DBus seems to resolve user IDs directly via glibc, circumventing nscd. In more
advanced setups this leads to user's coming from LDAP or SSSD not being
resolved by the dbus system bus daemon. The effect for such users is, that all
access to the system bus (e.g. busctl or nmcli) is denied.
Adding the respective NSS modules to the service's environment solves the issue
the same way it does for nscd.
DBus daemon now loads its config from /run/current-system/dbus.
Reloading the daemon makes it re-read that file and catch the updates
after a system upgrade.
perlPackages.TextWrapI18N: init at 0.06
perlPackages.Po4a: init at 0.47
jade: init at 1.2.1
ding-libs: init at 0.6.0
Switch nscd to no-caching mode if SSSD is enabled.
abbradar: disable jade parallel building.
Closes#21150
The following changes are included:
1) install user unit files from upstream dbus
2) use absolute paths to config for --system and --session instances
3) make socket activation of user units configurable
There has been a number of PRs to address this, so this one does the
bare minimum, which is to make the functionality available and
configurable but defaults to off.
Related PRs:
- #18382
- #18222
(cherry picked from commit f7215c9b5b47dfb0a6dbe87ff33d7730729a32e5)

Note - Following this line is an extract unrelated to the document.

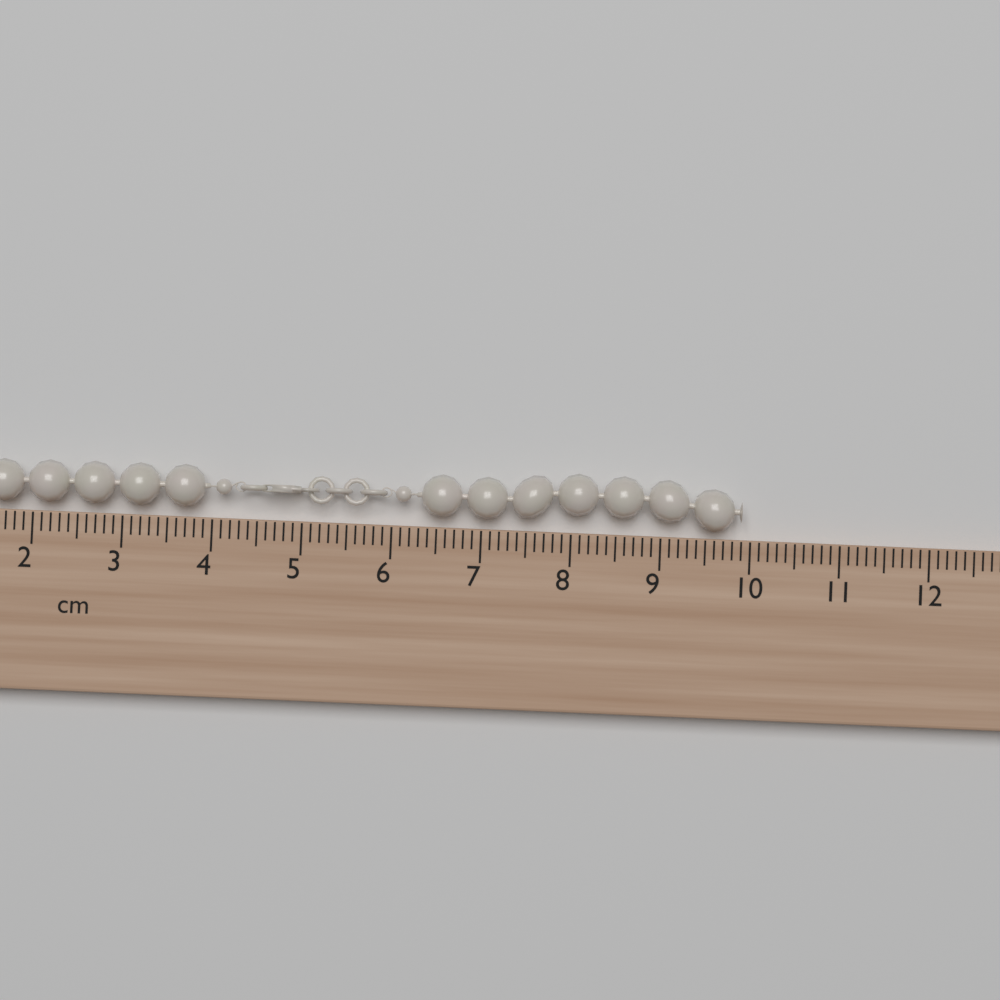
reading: 9.9 cm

Signed-off-by: Domen Kožar <domen@dev.si>
It appears that packageOverrides no longer overrides aliases, so
aliases like
dbus_tools = self.dbus.out;
dbus_daemon = self.dbus.daemon;
now use the old, non-overriden version of dbus. That seems like a
pretty serious regression in general, but for this particular problem,
I've fixed it by replacing dbus_daemon by dbus.daemon and dbus_tools
by dbus.
The docstring for the `services.dbus.packages` configuration option only
mentioned one directory, but the implementation actually looked for DBus
config files in four separate places within the target packages. This
commit updates the docstring to reflect the actual implementation
behaviour.
This patch makes dbus launch with any user session instead of
leaving it up to the desktop environment launch script to run it.
It has been tested with KDE, which simply uses the running daemon
instead of launching its own.
This is upstream's recommended way to run dbus.